If It Saves Even One Life…

We hear that cloying bleat from the advocates of “safety” (at gunpoint) befehls all the time. If it saves even one life, it’s worth it! They use it to justify helmet laws for motorcyclists and seatbelt laws for drivers. Air bags, etc.

But how come their logic is never applied to the source of all Safety itself?

I mean, of course, the government.

Defective Takata air bags have injured and killed at least 130 people so far that we know about – and the potential mayhem could involve literally millions of people. Because millions of “defective” air bags (34 million, to be precise) have been installed – per befehl – in cars made by a number of major car brands since the 2004 model year. These cars are in circulation – and probably many more people will be injured and killed before 34 million of Battlefield America: T... John W. Whitehead Best Price: $10.95 Buy New $18.80 (as of 10:15 UTC - Details) these steering wheel Claymores can be defused.

Many thousands of them probably never will be – their owners blissfully unaware of the ticking time bombs positioned just inches away from their faces and the faces of their loved ones. Not everyone gets their mail. Or watches the evening news. People move, records get lost. Thirty four million cars – built over a period of more than ten years.

That’s one hell of a mop-up operation.

But what about the not-defective air bags?

A Government of Wolves... John W. Whitehead Best Price: $1.16 Buy New $2.99 (as of 10:15 UTC - Details) The ones that worked as designed? These have also killed and maimed. No one knows the precise number, but it is not zero.

Since the dawn of the Air Bag Age in the mid-1990s, air bags have broken bones, ripped out eyes, burned skin and ended lives.

It is a fact.

Every car made since the late ’90s has these devices installed, per befehl. That’s not 34 million cars. It’s on the order of 200 or 300 million of them. And every single one of them could maim or kill someone.

This, too, is a fact.

How America Was Lost: ... Roberts, Dr. Paul Craig Best Price: $5.35 Buy New $2.99 (as of 10:30 UTC - Details) But where is the outrage? Why do those lives not matter?

Oh, there is gabbling about the “greater good.”

Whose good, though?

And who gets to decide?

That’s what’s not being talked about, Takata-wise or otherwise.

It ought to be.

If I wreck my motorcycle and am badly injured as a result of not wearing a helmet – which I chose not to wear that day (assuming I had the free choice) then I can at least take comfort in the fact that I made the choice and now bear the consequences for that choice. But when I am forced to wear a helmet – and wake up in a wheelchair, paralyzed but my face unscathed – I am a victim of someone else’s choices.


● Your objective:
Your task is to copy exactly the lines from the line containing "on p: Wrong" through the end of the listing below, with pictures left out.

● Material for the task:
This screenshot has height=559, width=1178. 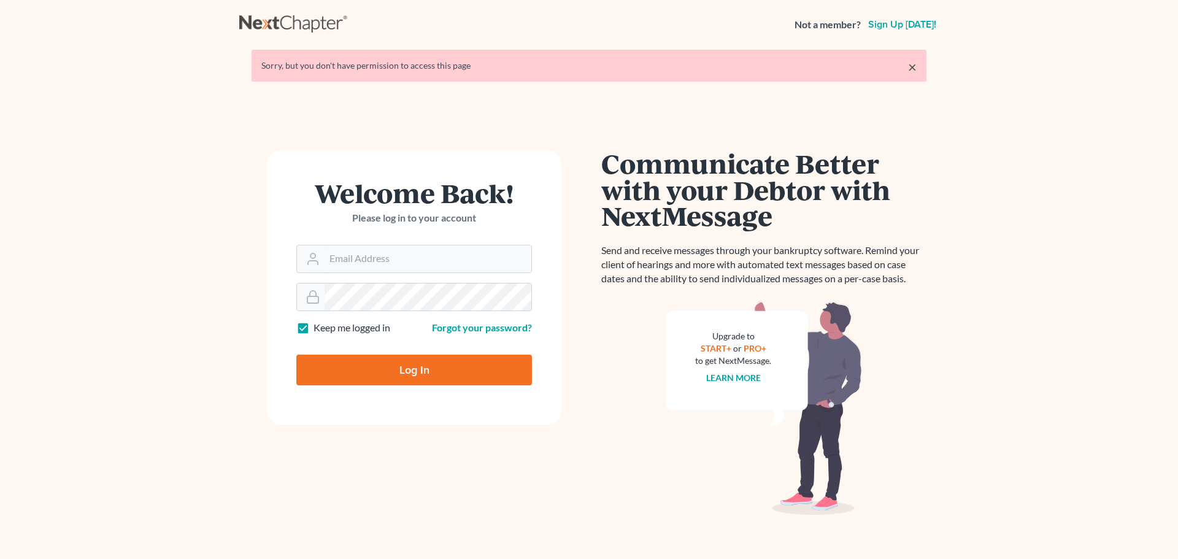 What do you see at coordinates (764, 408) in the screenshot?
I see `img: nextmessage_bg-59042aed3d76b12b5cd301f8e5b87938c9018125f34e5fa2b7a6b67550977c72.svg` at bounding box center [764, 408].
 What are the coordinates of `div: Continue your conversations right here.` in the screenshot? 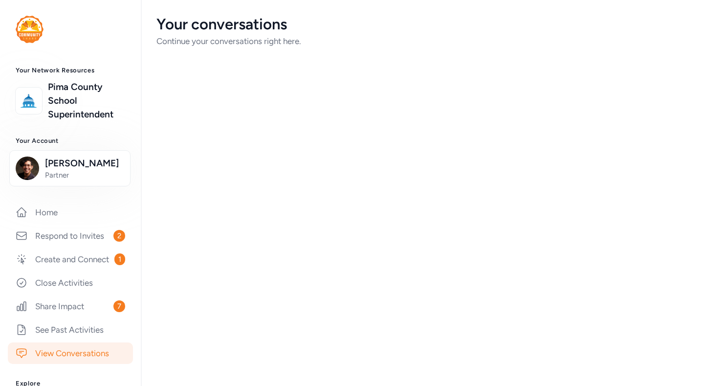 It's located at (422, 41).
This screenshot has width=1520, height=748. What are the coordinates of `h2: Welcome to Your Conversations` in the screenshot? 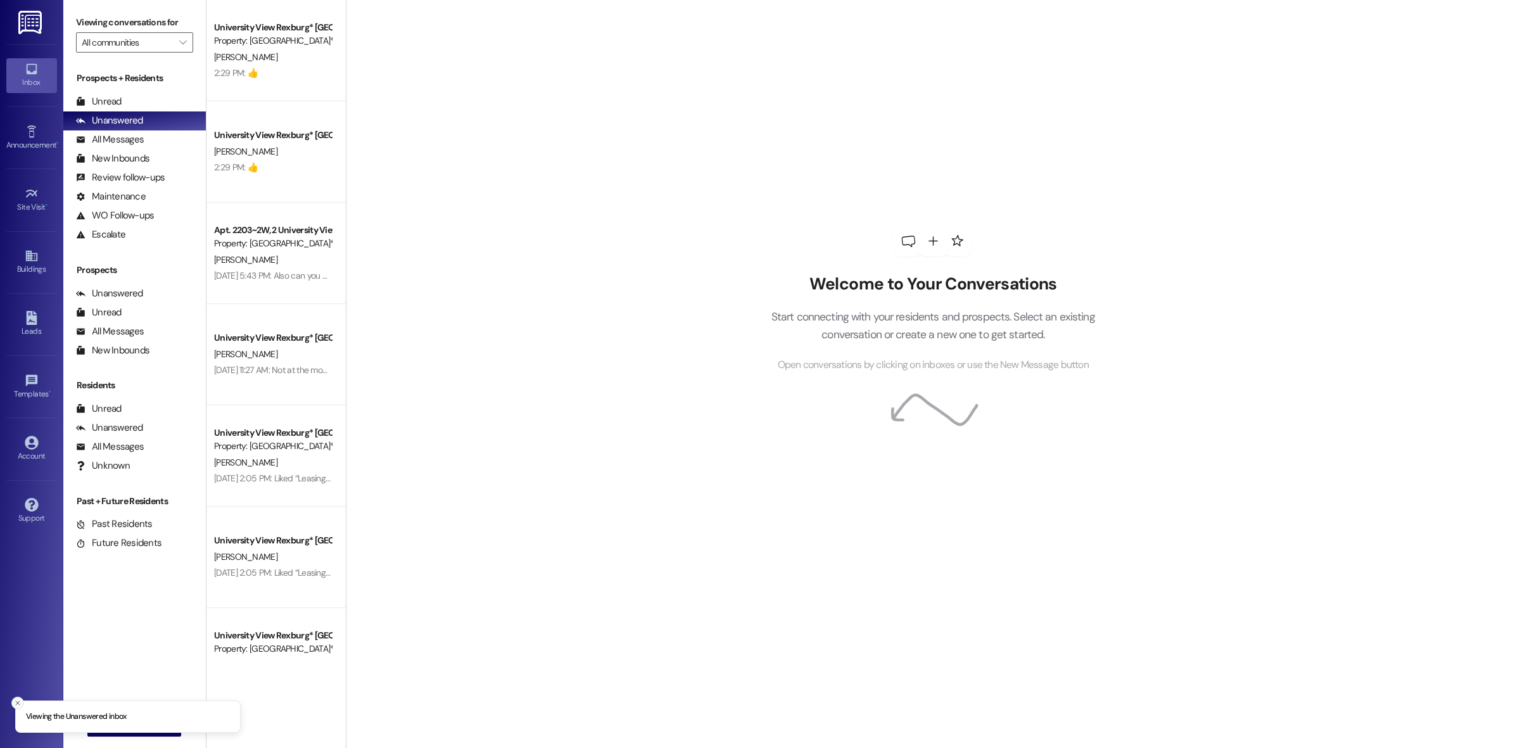 It's located at (933, 284).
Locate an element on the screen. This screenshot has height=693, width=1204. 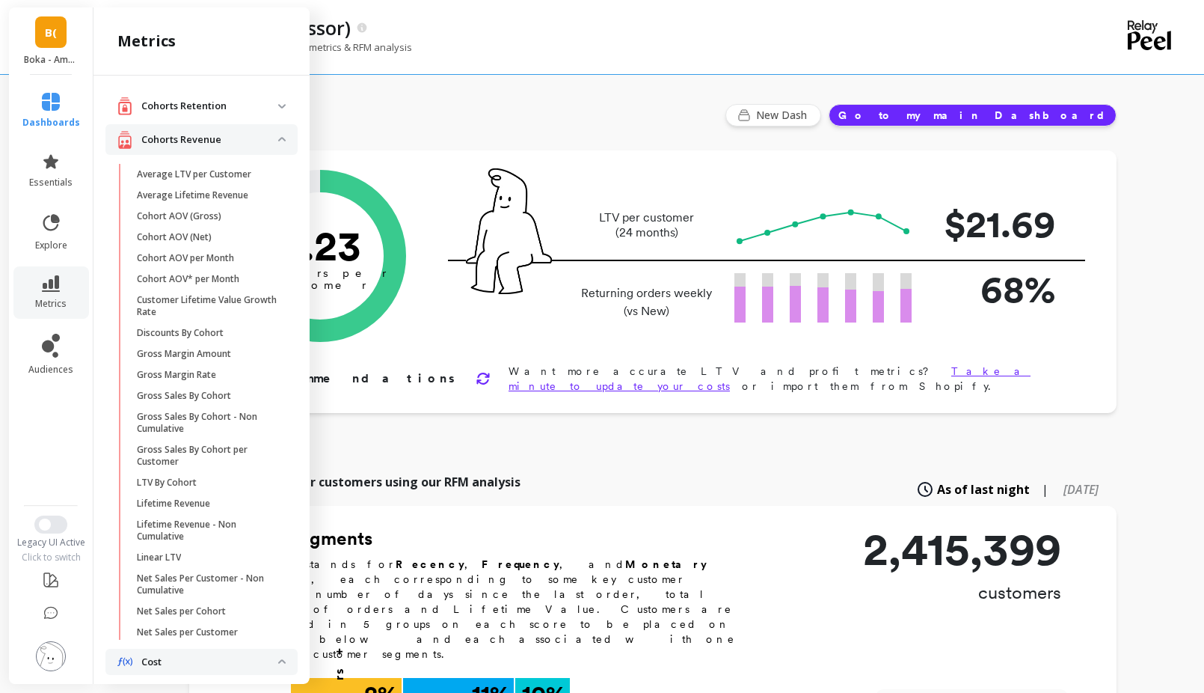
p: RFM stands for , , and , each corresponding to some key customer trait: number of days since the ... is located at coordinates (499, 609).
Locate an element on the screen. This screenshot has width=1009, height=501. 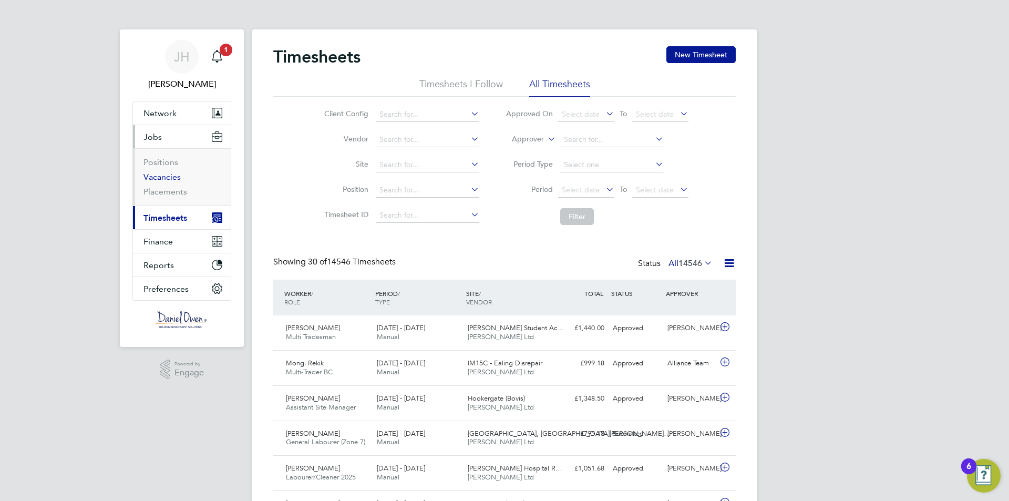
button: Open Resource Center, 6 new notifications is located at coordinates (984, 476).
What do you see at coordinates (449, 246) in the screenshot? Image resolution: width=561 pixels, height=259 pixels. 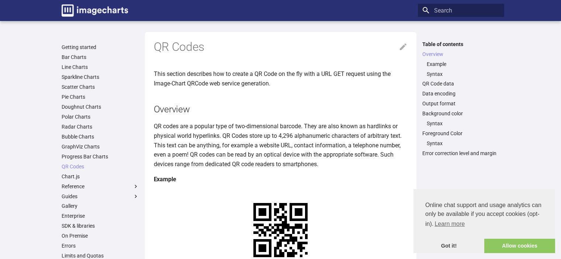 I see `a: dismiss cookie message` at bounding box center [449, 246].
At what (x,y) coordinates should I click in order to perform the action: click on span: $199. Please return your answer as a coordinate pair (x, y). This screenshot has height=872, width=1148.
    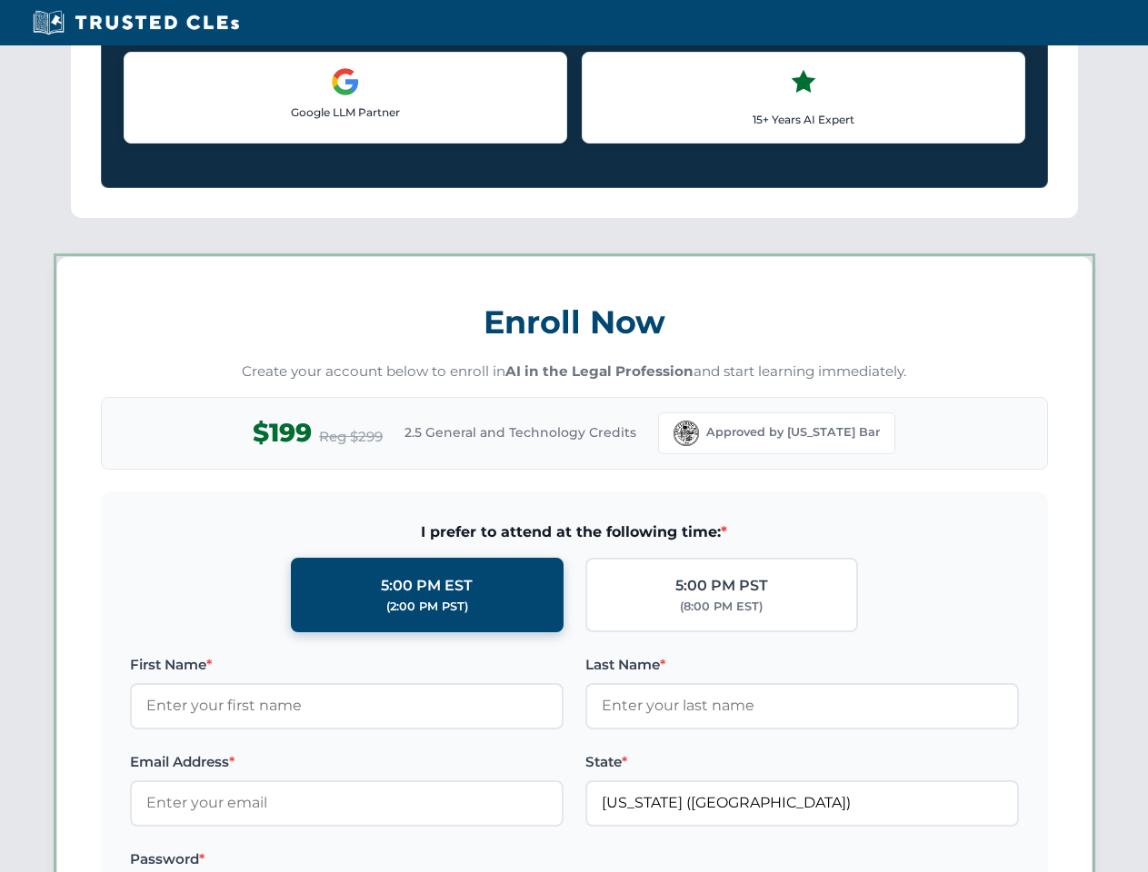
    Looking at the image, I should click on (282, 433).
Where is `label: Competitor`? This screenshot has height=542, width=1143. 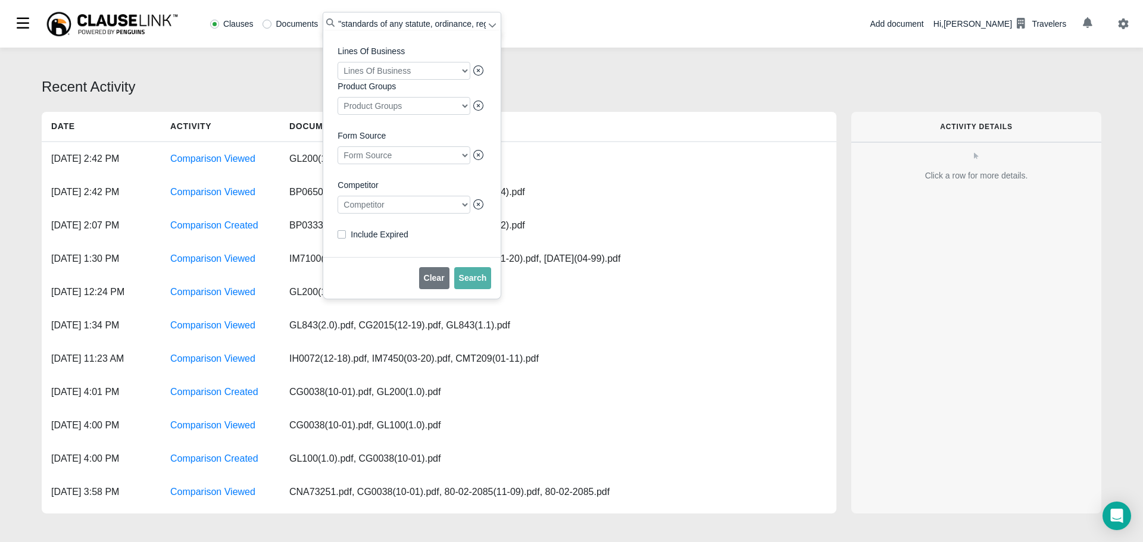
label: Competitor is located at coordinates (412, 185).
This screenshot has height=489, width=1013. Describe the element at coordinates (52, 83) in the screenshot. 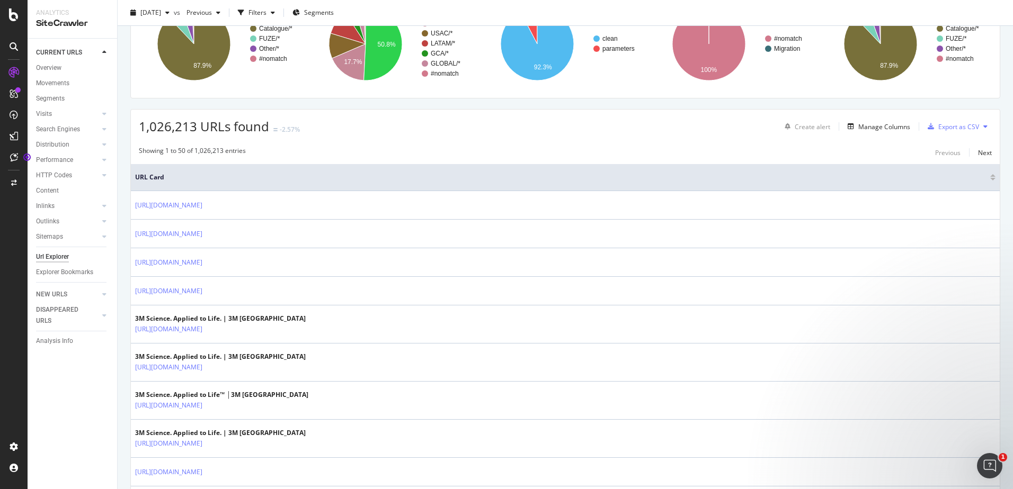

I see `div: Movements` at that location.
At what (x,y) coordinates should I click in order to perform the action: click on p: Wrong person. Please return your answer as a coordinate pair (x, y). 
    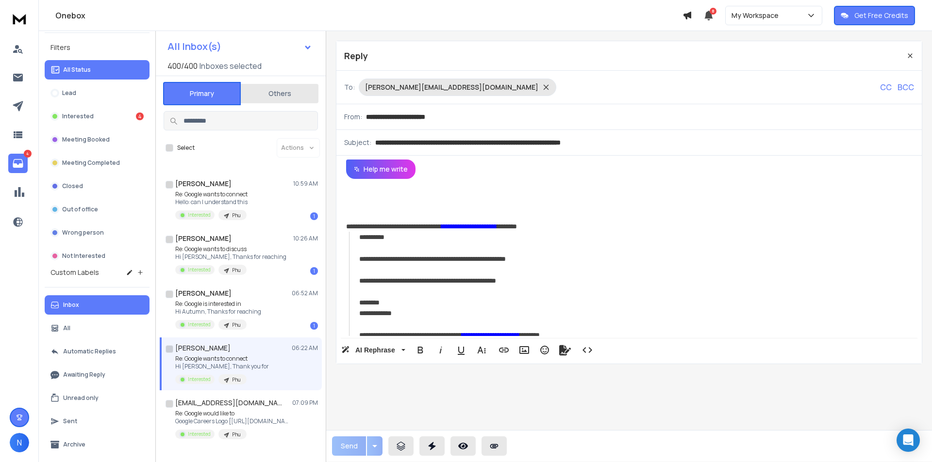
    Looking at the image, I should click on (83, 233).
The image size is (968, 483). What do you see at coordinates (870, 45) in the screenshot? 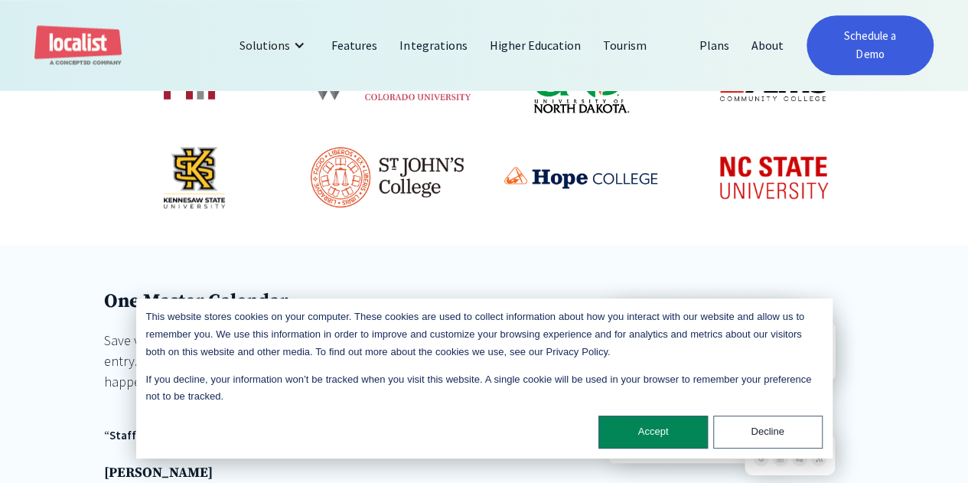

● Your solution:
At what (x,y) coordinates should I click in order to perform the action: click on p: Wrong person. Please return your answer as a coordinate pair (x, y). 
    Looking at the image, I should click on (83, 233).
The image size is (968, 483). What do you see at coordinates (870, 45) in the screenshot? 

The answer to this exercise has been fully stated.